Possible implications for the development of bilingual pedagogy include the provision of

bilingual dictionaries and other teaching resources, and the integration of L1 as a component

of L2 task-focussed group work, which could include translation-type activities. Two

publications of note here are those by Deller and Rinvolucri (2002), and, for the ESL context,

Murray and Wigglesworth (2005). Additionally, recognition of the role of L1 in L2 learning

has strong implications for the status and training of teachers. In many EFL contexts,

including that of Thailand, most native speaking English teachers are expatriate and

monolingual; most local teachers are bilingual, sharing L1 with their students. Each group

has complementary strengths, and training programs need to be designed accordingly, in

ways which meet the needs of all teachers.

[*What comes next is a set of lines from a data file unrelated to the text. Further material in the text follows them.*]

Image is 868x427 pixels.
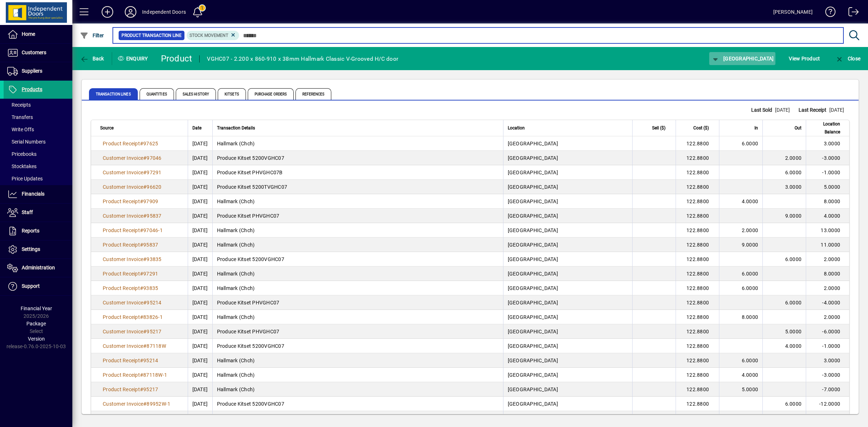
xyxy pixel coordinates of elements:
td: Produce Kitset 5200VGHC07 [212,397,503,411]
td: 122.8800 [676,209,719,223]
span: [GEOGRAPHIC_DATA] [508,184,558,190]
td: 122.8800 [676,353,719,367]
span: Write Offs [7,127,34,132]
span: Source [100,124,113,132]
a: Price Updates [4,172,72,185]
td: Hallmark (Chch) [212,194,503,209]
td: -7.0000 [806,382,849,397]
span: # [144,169,146,176]
span: [GEOGRAPHIC_DATA] [508,285,558,291]
span: 4.0000 [742,372,758,378]
td: -3.0000 [806,151,849,165]
span: Serial Numbers [7,139,45,144]
span: 95214 [146,300,161,306]
td: Produce Kitset 5200VGHC07 [212,151,503,165]
span: [GEOGRAPHIC_DATA] [508,401,558,406]
span: Date [193,124,202,132]
a: Customer Invoice#97291 [100,168,164,177]
span: Last Receipt [798,106,830,114]
div: VGHC07 - 2.200 x 860-910 x 38mm Hallmark Classic V-Grooved H/C door [207,53,398,65]
button: View Product [787,52,822,65]
td: 122.8800 [676,194,719,209]
app-page-header-button: Back [72,52,112,65]
a: Customer Invoice#97046 [100,154,164,162]
td: Hallmark (Chch) [212,310,503,324]
span: [GEOGRAPHIC_DATA] [508,199,558,204]
span: 6.0000 [742,141,758,146]
a: Product Receipt#97046-1 [100,226,165,234]
span: # [144,213,146,218]
span: 95217 [144,386,158,392]
span: # [144,343,146,349]
span: [GEOGRAPHIC_DATA] [508,141,558,146]
span: # [140,285,144,291]
td: 122.8800 [676,310,719,324]
span: Close [835,55,861,62]
span: Location [508,124,525,132]
td: 122.8800 [676,267,719,281]
span: 6.0000 [785,169,802,176]
span: # [140,141,144,146]
td: Hallmark (Chch) [212,136,503,151]
td: Hallmark (Chch) [212,267,503,281]
span: Product Receipt [103,357,140,364]
td: [DATE] [187,194,212,209]
td: -4.0000 [806,295,849,310]
span: Product Receipt [103,141,140,146]
td: 122.8800 [676,237,719,252]
td: 13.0000 [806,223,849,237]
a: Product Receipt#83826-1 [100,313,165,321]
a: Product Receipt#95214 [100,357,161,365]
a: Customer Invoice#95217 [100,327,164,335]
td: 122.8800 [676,382,719,397]
span: 4.0000 [742,199,758,204]
span: # [144,401,146,406]
span: Purchase Orders [248,88,294,100]
span: Customer Invoice [103,300,144,306]
span: [GEOGRAPHIC_DATA] [508,386,558,392]
td: Hallmark (Chch) [212,281,503,295]
span: [GEOGRAPHIC_DATA] [508,372,558,378]
span: 87118W [146,343,166,349]
span: Location Balance [811,120,840,135]
span: Product Transaction Line [121,32,182,39]
td: Hallmark (Chch) [212,223,503,237]
div: Date [193,124,208,132]
span: [GEOGRAPHIC_DATA] [508,213,558,218]
td: [DATE] [187,281,212,295]
td: 122.8800 [676,151,719,165]
a: Settings [4,241,72,259]
a: Administration [4,259,72,277]
span: 5.0000 [742,386,758,392]
button: [GEOGRAPHIC_DATA] [709,52,776,65]
span: Customer Invoice [103,184,144,190]
div: [PERSON_NAME] [773,6,813,18]
span: 97291 [144,271,158,276]
span: Financials [21,191,45,197]
span: Transfers [7,114,33,120]
span: 8.0000 [742,314,758,320]
td: 122.8800 [676,136,719,151]
span: Product Receipt [103,285,140,291]
span: Price Updates [7,176,43,182]
span: [GEOGRAPHIC_DATA] [508,169,558,176]
div: Product [161,53,193,64]
span: [GEOGRAPHIC_DATA] [508,314,558,320]
td: -1.0000 [806,339,849,353]
td: [DATE] [187,151,212,165]
a: Product Receipt#93835 [100,284,161,292]
a: Suppliers [4,62,72,80]
span: Stocktakes [7,163,37,169]
span: Pricebooks [7,152,37,157]
a: Customer Invoice#95837 [100,212,164,220]
span: 95214 [144,357,158,364]
td: Produce Kitset PHVGHC07 [212,209,503,223]
a: Customer Invoice#95214 [100,299,164,307]
div: Source [100,124,184,132]
span: Administration [21,265,55,270]
td: [DATE] [187,367,212,382]
a: Customer Invoice#87118W [100,342,169,350]
span: Product Receipt [103,271,140,276]
button: Add [95,5,119,19]
a: Logout [843,2,859,25]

Finally, in our teaching, Johnson has urged that ‘the learner’s “old voices”, the voices of his

or her native-language culture be acknowledged and respected’ (2003, p. 174). In contexts

such as Thailand, these voices are generally shared between learners and teachers.

Recognition, and indeed celebration of their presence as illustrated in this study, affirm the

rich possibilities inherent in a bilingual EFL pedagogy.